It was adapted and directed by John Huston and starred Sean Connery, Michael Caine, Saeed Jaffrey and Christopher Plummer as Kipling (giving a name to the novella's anonymous narrator).
After stealing his pocket-watch, Carnehan found a masonic tag on the chain and, realising he had robbed a fellow Freemason, felt he had to return it.
Carnehan and Dravot were working on a plot to blackmail a local raja, which Kipling foiled by getting the British district commissioner to intervene.
Frustrated at the lack of opportunities for lucrative criminal mischief, in an India becoming more civilised and with few prospects in the United Kingdom, the two visit Kipling with a plan.
Forsaking India, they will head with twenty rifles and ammunition to Kafiristan, a country virtually unknown to Europeans since its conquest by Alexander the Great.
After signing a contract pledging mutual loyalty and forswearing women and drink, Carnehan and Dravot set off on an overland journey north beyond the Khyber Pass.
Dravot, however, is beginning to enjoy the adulation of the locals, settling their disputes and issuing laws, and even dreams of visiting Queen Victoria as an equal.
Outnumbered in the ensuing battle, Dravot is captured and is made to walk onto a rope bridge, where he sings the hymn "The Son of God Goes Forth to War."
[6] Caine was very keen to appear, especially after he was told that his part had originally been written for Humphrey Bogart, his favourite actor as a young man.
[12] While on location, Caine strongly objected to an assistant director's racist treatment of Saeed Jaffrey, who played the Gurkha guide Billy Fish.
"[15] Maurice Jarre scored the film and invited classical Indian musicians to participate in the recording sessions with a traditional European symphony orchestra.
The film's performance of "The Minstrel Boy" is by William Lang, late of the Black Dyke Band and the London Symphony Orchestra.
[16] It had a Royal premiere attended by Princess Anne at the Odeon Leicester Square in London on 18 December 1975 before opening to the public on the following day.
John Simon of New York magazine considered the film to be Huston's best work since The African Queen, twenty-three years earlier.
A mellow, brassy, vigorous movie, rich in adventure and melancholy, The Man Who Would Be King represents the best work Huston has done in a decade.

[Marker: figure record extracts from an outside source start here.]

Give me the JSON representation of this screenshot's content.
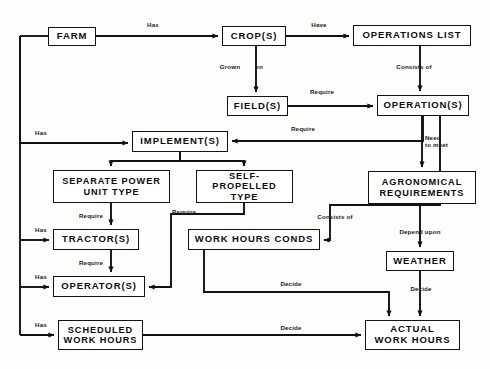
{
  "diagram": {
    "stroke_color": "#121212",
    "background_color": "#fdfdfc",
    "nodes": [
      {
        "id": "farm",
        "label": "FARM",
        "x": 48,
        "y": 27,
        "w": 48,
        "h": 19,
        "font": 9.5
      },
      {
        "id": "crops",
        "label": "CROP(S)",
        "x": 222,
        "y": 26,
        "w": 64,
        "h": 20,
        "font": 9.5
      },
      {
        "id": "oplist",
        "label": "OPERATIONS LIST",
        "x": 353,
        "y": 25,
        "w": 118,
        "h": 21,
        "font": 9.5
      },
      {
        "id": "fields",
        "label": "FIELD(S)",
        "x": 227,
        "y": 96,
        "w": 61,
        "h": 20,
        "font": 9.5
      },
      {
        "id": "operations",
        "label": "OPERATION(S)",
        "x": 377,
        "y": 95,
        "w": 92,
        "h": 21,
        "font": 9.5
      },
      {
        "id": "implements",
        "label": "IMPLEMENT(S)",
        "x": 132,
        "y": 131,
        "w": 96,
        "h": 21,
        "font": 9.5
      },
      {
        "id": "separate",
        "label": "SEPARATE POWER\nUNIT TYPE",
        "x": 53,
        "y": 170,
        "w": 117,
        "h": 33,
        "font": 9.2
      },
      {
        "id": "selfprop",
        "label": "SELF-PROPELLED\nTYPE",
        "x": 196,
        "y": 170,
        "w": 97,
        "h": 33,
        "font": 9.2
      },
      {
        "id": "agronomical",
        "label": "AGRONOMICAL\nREQUIREMENTS",
        "x": 368,
        "y": 171,
        "w": 108,
        "h": 33,
        "font": 9.2
      },
      {
        "id": "tractors",
        "label": "TRACTOR(S)",
        "x": 53,
        "y": 229,
        "w": 86,
        "h": 21,
        "font": 9.5
      },
      {
        "id": "workcond",
        "label": "WORK HOURS CONDS",
        "x": 188,
        "y": 229,
        "w": 132,
        "h": 21,
        "font": 9.5
      },
      {
        "id": "weather",
        "label": "WEATHER",
        "x": 386,
        "y": 251,
        "w": 68,
        "h": 20,
        "font": 9.5
      },
      {
        "id": "operators",
        "label": "OPERATOR(S)",
        "x": 53,
        "y": 276,
        "w": 92,
        "h": 21,
        "font": 9.5
      },
      {
        "id": "scheduled",
        "label": "SCHEDULED\nWORK HOURS",
        "x": 58,
        "y": 320,
        "w": 85,
        "h": 30,
        "font": 9.2
      },
      {
        "id": "actual",
        "label": "ACTUAL\nWORK HOURS",
        "x": 365,
        "y": 320,
        "w": 95,
        "h": 30,
        "font": 9.5
      }
    ],
    "edges": [
      {
        "id": "farm-crops",
        "from": "FARM",
        "to": "CROP(S)",
        "label": "Has"
      },
      {
        "id": "crops-oplist",
        "from": "CROP(S)",
        "to": "OPERATIONS LIST",
        "label": "Have"
      },
      {
        "id": "crops-fields",
        "from": "CROP(S)",
        "to": "FIELD(S)",
        "label": "Grown  on"
      },
      {
        "id": "oplist-operations",
        "from": "OPERATIONS LIST",
        "to": "OPERATION(S)",
        "label": "Consists of"
      },
      {
        "id": "fields-operations",
        "from": "FIELD(S)",
        "to": "OPERATION(S)",
        "label": "Require"
      },
      {
        "id": "operations-implements",
        "from": "OPERATION(S)",
        "to": "IMPLEMENT(S)",
        "label": "Require"
      },
      {
        "id": "farm-implements",
        "from": "FARM",
        "to": "IMPLEMENT(S)",
        "label": "Has"
      },
      {
        "id": "operations-agronomical",
        "from": "OPERATION(S)",
        "to": "AGRONOMICAL REQUIREMENTS",
        "label": "Need\nto meet"
      },
      {
        "id": "separate-tractors",
        "from": "SEPARATE POWER UNIT TYPE",
        "to": "TRACTOR(S)",
        "label": "Require"
      },
      {
        "id": "selfprop-operators",
        "from": "SELF-PROPELLED TYPE",
        "to": "OPERATOR(S)",
        "label": "Require"
      },
      {
        "id": "farm-tractors",
        "from": "FARM",
        "to": "TRACTOR(S)",
        "label": "Has"
      },
      {
        "id": "tractors-operators",
        "from": "TRACTOR(S)",
        "to": "OPERATOR(S)",
        "label": "Require"
      },
      {
        "id": "farm-operators",
        "from": "FARM",
        "to": "OPERATOR(S)",
        "label": "Has"
      },
      {
        "id": "operations-workcond",
        "from": "OPERATION(S)",
        "to": "WORK HOURS CONDS",
        "label": "Consists of"
      },
      {
        "id": "agronomical-weather",
        "from": "AGRONOMICAL REQUIREMENTS",
        "to": "WEATHER",
        "label": "Depend upon"
      },
      {
        "id": "weather-actual",
        "from": "WEATHER",
        "to": "ACTUAL WORK HOURS",
        "label": "Decide"
      },
      {
        "id": "workcond-actual",
        "from": "WORK HOURS CONDS",
        "to": "ACTUAL WORK HOURS",
        "label": "Decide"
      },
      {
        "id": "farm-scheduled",
        "from": "FARM",
        "to": "SCHEDULED WORK HOURS",
        "label": "Has"
      },
      {
        "id": "scheduled-actual",
        "from": "SCHEDULED WORK HOURS",
        "to": "ACTUAL WORK HOURS",
        "label": "Decide"
      }
    ],
    "edge_labels": [
      {
        "id": "lbl-has-crops",
        "text": "Has",
        "x": 141,
        "y": 21,
        "w": 24
      },
      {
        "id": "lbl-have",
        "text": "Have",
        "x": 306,
        "y": 21,
        "w": 26
      },
      {
        "id": "lbl-grown",
        "text": "Grown",
        "x": 216,
        "y": 63,
        "w": 28
      },
      {
        "id": "lbl-on",
        "text": "on",
        "x": 251,
        "y": 63,
        "w": 16
      },
      {
        "id": "lbl-consists-top",
        "text": "Consists of",
        "x": 392,
        "y": 63,
        "w": 44
      },
      {
        "id": "lbl-require-fields",
        "text": "Require",
        "x": 305,
        "y": 88,
        "w": 34
      },
      {
        "id": "lbl-require-impl",
        "text": "Require",
        "x": 286,
        "y": 125,
        "w": 34
      },
      {
        "id": "lbl-has-impl",
        "text": "Has",
        "x": 30,
        "y": 129,
        "w": 22
      },
      {
        "id": "lbl-need-meet",
        "text": "Need\nto meet",
        "x": 425,
        "y": 134,
        "w": 34
      },
      {
        "id": "lbl-require-tr",
        "text": "Require",
        "x": 74,
        "y": 212,
        "w": 34
      },
      {
        "id": "lbl-require-self",
        "text": "Require",
        "x": 167,
        "y": 208,
        "w": 34
      },
      {
        "id": "lbl-consists-cond",
        "text": "Consists of",
        "x": 313,
        "y": 213,
        "w": 44
      },
      {
        "id": "lbl-has-tractor",
        "text": "Has",
        "x": 30,
        "y": 226,
        "w": 22
      },
      {
        "id": "lbl-depend",
        "text": "Depend upon",
        "x": 394,
        "y": 228,
        "w": 52
      },
      {
        "id": "lbl-require-op",
        "text": "Require",
        "x": 74,
        "y": 259,
        "w": 34
      },
      {
        "id": "lbl-has-operator",
        "text": "Has",
        "x": 30,
        "y": 273,
        "w": 22
      },
      {
        "id": "lbl-decide-cond",
        "text": "Decide",
        "x": 276,
        "y": 280,
        "w": 30
      },
      {
        "id": "lbl-decide-weather",
        "text": "Decide",
        "x": 406,
        "y": 285,
        "w": 30
      },
      {
        "id": "lbl-has-sched",
        "text": "Has",
        "x": 30,
        "y": 321,
        "w": 22
      },
      {
        "id": "lbl-decide-sched",
        "text": "Decide",
        "x": 276,
        "y": 324,
        "w": 30
      }
    ]
  }
}
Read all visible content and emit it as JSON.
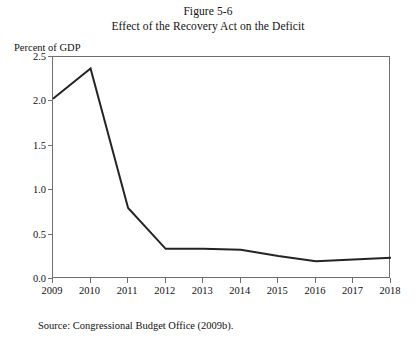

"[18] Vincent Canby of The New York Times felt the film "manages to be great fun in itself while being most faithful to Kipling, whose story, written in the 1890's, is a kind of raffish metaphor for the British colonial experience that did not end for another half century.
Kids over the age of 10 will enjoy being transported into another world of casbahs and camels; adults will be hooked by the witty dialog, much of it taken from its source, a Rudyard Kipling story.